On Jan 3, 2012 2:30 AM, "Ralph Goers" <ralph.go...@dslextreme.com> wrote:
>
>
> On Jan 2, 2012, at 11:15 PM, Greg Stein wrote:
>
> > On Jan 2, 2012 10:51 PM, "Ralph Goers" <ralph.go...@dslextreme.com>
wrote:
> >>
> >> Greg, I do not care one bit how much commit activity happens at Trac.
As
> > long as there is some kind of active community it is improper to fork it
> > without their permission.
> >
> > Eh? You ever read the "rules for revolutionaries" page? The basic
concept
> > is: don't try to force two communities into one; when separate visions
for
> > the project occur, then separate them.
> >
> > I don't see it as our place to *judge* communities. If it is a fork, or
a
> > corporate spin-out, or a move, or brand new... All Good. We provide a
> > temporary home in the Incubator to see if it can become a good, proper,
and
> > healthy Apache community. We don't turn them away a-priori based on
their
> > history.
>
> Greg, this seems to be so much B.S as it apparently serves some
particular interest you have.

I have no financial interest, if that is what you're implying.

I *do* have an interest in seeing Bloodhound be successful. I've always
been very impressed with the approach the Trac people have taken. It is a
great tool. It is a great project, but I think it can be better.

Bugzilla is popuar, but crap. There is no other OSS issue tracker that is
good and popular. Trac is te closest, and (IMO) best hope for filling this
gap in the OSS toolset.

> A PMC I am on had this exact conversation with board members several
months ago regarding a code base the project is dependent on that is housed
outside the ASF which we were considering bringing in as a subproject. We
were told that under no circumstances could we fork the code without the
"owner's" blessing, regardless of what the license allowed us to do. To me,
this answer is black and white.

Not to me. :-)

> >
> > In my mind, the Trac core has slowed, and it needs revitalization and a
new
> > vision. Others may disagree, and do, and that's fine. But I don't think
it
> > is fine for us to make judgements of communities (or nascent ones!) who
> > want to try something new. To pick up and go in a direction that others
are
> > not heading, or do not have the time to make.
>
> I have no idea what you are saying. You ARE making a judgement on a
community by saying it isn't active enough and deserves to be forked.
 Again, some of your fellow board members have said the ASF isn't the place
for that.

As a person wanting to see Apache Bloodhound take off... yeah, I'm making a
judgement call on whether that can better occur at the ASF instead of
within the current Trac community. (fwiw, some of the ideas are
non-starters for Trac, so the *only* solution is do it outside the core
project).

I'm saying that the *ASF* should avoid judging. We allow competition among
projects. We accept projects with hard problems and low chances of success.
We accept projects that some don't want us to. We should not judge. We
should provide a home to communities that want to be here.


**TASK REQUIREMENTS**: To complete the exercise, repeat every record exactly as it stands.

SOURCE DATA Start Marker

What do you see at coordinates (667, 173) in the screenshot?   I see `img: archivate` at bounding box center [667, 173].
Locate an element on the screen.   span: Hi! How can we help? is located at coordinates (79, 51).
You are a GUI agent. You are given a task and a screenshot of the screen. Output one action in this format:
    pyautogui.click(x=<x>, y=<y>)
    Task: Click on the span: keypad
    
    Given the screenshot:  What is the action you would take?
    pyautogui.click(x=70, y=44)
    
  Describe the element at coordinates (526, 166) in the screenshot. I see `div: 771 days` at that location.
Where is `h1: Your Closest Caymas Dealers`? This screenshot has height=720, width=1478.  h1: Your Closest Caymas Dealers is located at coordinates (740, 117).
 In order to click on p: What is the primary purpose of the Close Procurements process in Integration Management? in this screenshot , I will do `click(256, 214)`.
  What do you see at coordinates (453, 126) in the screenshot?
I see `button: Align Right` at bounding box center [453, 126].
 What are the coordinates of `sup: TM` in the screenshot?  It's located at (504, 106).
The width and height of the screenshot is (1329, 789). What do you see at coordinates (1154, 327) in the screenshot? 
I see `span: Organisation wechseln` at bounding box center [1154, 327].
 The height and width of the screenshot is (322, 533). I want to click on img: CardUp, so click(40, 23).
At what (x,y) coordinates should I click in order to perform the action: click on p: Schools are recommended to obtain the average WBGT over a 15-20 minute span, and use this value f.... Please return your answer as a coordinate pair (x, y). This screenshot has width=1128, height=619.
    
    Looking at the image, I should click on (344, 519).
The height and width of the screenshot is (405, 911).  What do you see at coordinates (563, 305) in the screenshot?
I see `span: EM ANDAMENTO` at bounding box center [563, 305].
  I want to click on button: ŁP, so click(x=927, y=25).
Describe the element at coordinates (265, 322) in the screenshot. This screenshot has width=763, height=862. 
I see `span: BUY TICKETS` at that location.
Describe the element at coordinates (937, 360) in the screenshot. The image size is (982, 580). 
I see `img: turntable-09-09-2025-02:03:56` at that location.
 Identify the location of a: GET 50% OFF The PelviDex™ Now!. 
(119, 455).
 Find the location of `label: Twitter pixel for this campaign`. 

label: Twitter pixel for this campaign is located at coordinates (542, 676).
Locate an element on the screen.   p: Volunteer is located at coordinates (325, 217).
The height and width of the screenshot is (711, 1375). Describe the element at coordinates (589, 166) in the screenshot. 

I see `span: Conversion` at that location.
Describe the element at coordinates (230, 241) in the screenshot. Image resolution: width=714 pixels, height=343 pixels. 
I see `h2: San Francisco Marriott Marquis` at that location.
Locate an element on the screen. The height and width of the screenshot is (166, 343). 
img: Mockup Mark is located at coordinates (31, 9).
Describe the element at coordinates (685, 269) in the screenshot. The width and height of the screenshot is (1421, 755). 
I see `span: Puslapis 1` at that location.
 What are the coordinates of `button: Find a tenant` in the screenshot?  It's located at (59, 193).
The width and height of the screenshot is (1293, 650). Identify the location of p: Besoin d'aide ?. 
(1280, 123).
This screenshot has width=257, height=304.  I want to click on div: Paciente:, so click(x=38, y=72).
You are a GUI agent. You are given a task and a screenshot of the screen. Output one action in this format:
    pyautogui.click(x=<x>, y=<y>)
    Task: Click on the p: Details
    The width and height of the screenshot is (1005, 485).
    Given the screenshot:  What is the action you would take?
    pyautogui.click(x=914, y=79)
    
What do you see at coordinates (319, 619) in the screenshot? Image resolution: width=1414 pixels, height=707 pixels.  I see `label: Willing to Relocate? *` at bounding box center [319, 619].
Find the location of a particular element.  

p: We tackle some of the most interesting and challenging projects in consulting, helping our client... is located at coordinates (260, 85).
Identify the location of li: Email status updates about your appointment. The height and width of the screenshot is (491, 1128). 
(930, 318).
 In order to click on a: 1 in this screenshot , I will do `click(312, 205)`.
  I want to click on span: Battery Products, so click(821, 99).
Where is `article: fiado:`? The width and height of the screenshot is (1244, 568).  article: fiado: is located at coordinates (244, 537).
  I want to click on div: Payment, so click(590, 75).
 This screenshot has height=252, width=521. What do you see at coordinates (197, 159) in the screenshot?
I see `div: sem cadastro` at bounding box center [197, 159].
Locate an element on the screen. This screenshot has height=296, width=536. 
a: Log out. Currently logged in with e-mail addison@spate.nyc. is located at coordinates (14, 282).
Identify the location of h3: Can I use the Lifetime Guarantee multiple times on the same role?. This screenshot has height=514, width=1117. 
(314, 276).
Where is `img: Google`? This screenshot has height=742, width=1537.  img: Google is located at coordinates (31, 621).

SOURCE DATA End Marker

**ANSWER TO THIS EXERCISE**:
What do you see at coordinates (667, 173) in the screenshot?   I see `img: archivate` at bounding box center [667, 173].
Locate an element on the screen.   span: Hi! How can we help? is located at coordinates (79, 51).
You are a GUI agent. You are given a task and a screenshot of the screen. Output one action in this format:
    pyautogui.click(x=<x>, y=<y>)
    Task: Click on the span: keypad
    
    Given the screenshot:  What is the action you would take?
    pyautogui.click(x=70, y=44)
    
  Describe the element at coordinates (526, 166) in the screenshot. I see `div: 771 days` at that location.
Where is `h1: Your Closest Caymas Dealers`? This screenshot has height=720, width=1478.  h1: Your Closest Caymas Dealers is located at coordinates (740, 117).
 In order to click on p: What is the primary purpose of the Close Procurements process in Integration Management? in this screenshot , I will do `click(256, 214)`.
  What do you see at coordinates (453, 126) in the screenshot?
I see `button: Align Right` at bounding box center [453, 126].
 What are the coordinates of `sup: TM` in the screenshot?  It's located at (504, 106).
The width and height of the screenshot is (1329, 789). What do you see at coordinates (1154, 327) in the screenshot? 
I see `span: Organisation wechseln` at bounding box center [1154, 327].
 The height and width of the screenshot is (322, 533). I want to click on img: CardUp, so click(40, 23).
At what (x,y) coordinates should I click in order to perform the action: click on p: Schools are recommended to obtain the average WBGT over a 15-20 minute span, and use this value f.... Please return your answer as a coordinate pair (x, y). This screenshot has width=1128, height=619.
    
    Looking at the image, I should click on (344, 519).
The height and width of the screenshot is (405, 911).  What do you see at coordinates (563, 305) in the screenshot?
I see `span: EM ANDAMENTO` at bounding box center [563, 305].
  I want to click on button: ŁP, so click(x=927, y=25).
Describe the element at coordinates (265, 322) in the screenshot. This screenshot has width=763, height=862. 
I see `span: BUY TICKETS` at that location.
Describe the element at coordinates (937, 360) in the screenshot. The image size is (982, 580). 
I see `img: turntable-09-09-2025-02:03:56` at that location.
 Identify the location of a: GET 50% OFF The PelviDex™ Now!. 
(119, 455).
 Find the location of `label: Twitter pixel for this campaign`. 

label: Twitter pixel for this campaign is located at coordinates (542, 676).
Locate an element on the screen.   p: Volunteer is located at coordinates (325, 217).
The height and width of the screenshot is (711, 1375). Describe the element at coordinates (589, 166) in the screenshot. 

I see `span: Conversion` at that location.
Describe the element at coordinates (230, 241) in the screenshot. Image resolution: width=714 pixels, height=343 pixels. 
I see `h2: San Francisco Marriott Marquis` at that location.
Locate an element on the screen. The height and width of the screenshot is (166, 343). 
img: Mockup Mark is located at coordinates (31, 9).
Describe the element at coordinates (685, 269) in the screenshot. The width and height of the screenshot is (1421, 755). 
I see `span: Puslapis 1` at that location.
 What are the coordinates of `button: Find a tenant` in the screenshot?  It's located at (59, 193).
The width and height of the screenshot is (1293, 650). Identify the location of p: Besoin d'aide ?. 
(1280, 123).
This screenshot has width=257, height=304.  I want to click on div: Paciente:, so click(x=38, y=72).
You are a GUI agent. You are given a task and a screenshot of the screen. Output one action in this format:
    pyautogui.click(x=<x>, y=<y>)
    Task: Click on the p: Details
    The width and height of the screenshot is (1005, 485).
    Given the screenshot:  What is the action you would take?
    pyautogui.click(x=914, y=79)
    
What do you see at coordinates (319, 619) in the screenshot? Image resolution: width=1414 pixels, height=707 pixels.  I see `label: Willing to Relocate? *` at bounding box center [319, 619].
Find the location of a particular element.  

p: We tackle some of the most interesting and challenging projects in consulting, helping our client... is located at coordinates (260, 85).
Identify the location of li: Email status updates about your appointment. The height and width of the screenshot is (491, 1128). 
(930, 318).
 In order to click on a: 1 in this screenshot , I will do `click(312, 205)`.
  I want to click on span: Battery Products, so click(821, 99).
Where is `article: fiado:`? The width and height of the screenshot is (1244, 568).  article: fiado: is located at coordinates (244, 537).
  I want to click on div: Payment, so click(590, 75).
 This screenshot has height=252, width=521. What do you see at coordinates (197, 159) in the screenshot?
I see `div: sem cadastro` at bounding box center [197, 159].
Locate an element on the screen. This screenshot has height=296, width=536. 
a: Log out. Currently logged in with e-mail addison@spate.nyc. is located at coordinates (14, 282).
Identify the location of h3: Can I use the Lifetime Guarantee multiple times on the same role?. This screenshot has height=514, width=1117. 
(314, 276).
Where is `img: Google`? This screenshot has height=742, width=1537.  img: Google is located at coordinates (31, 621).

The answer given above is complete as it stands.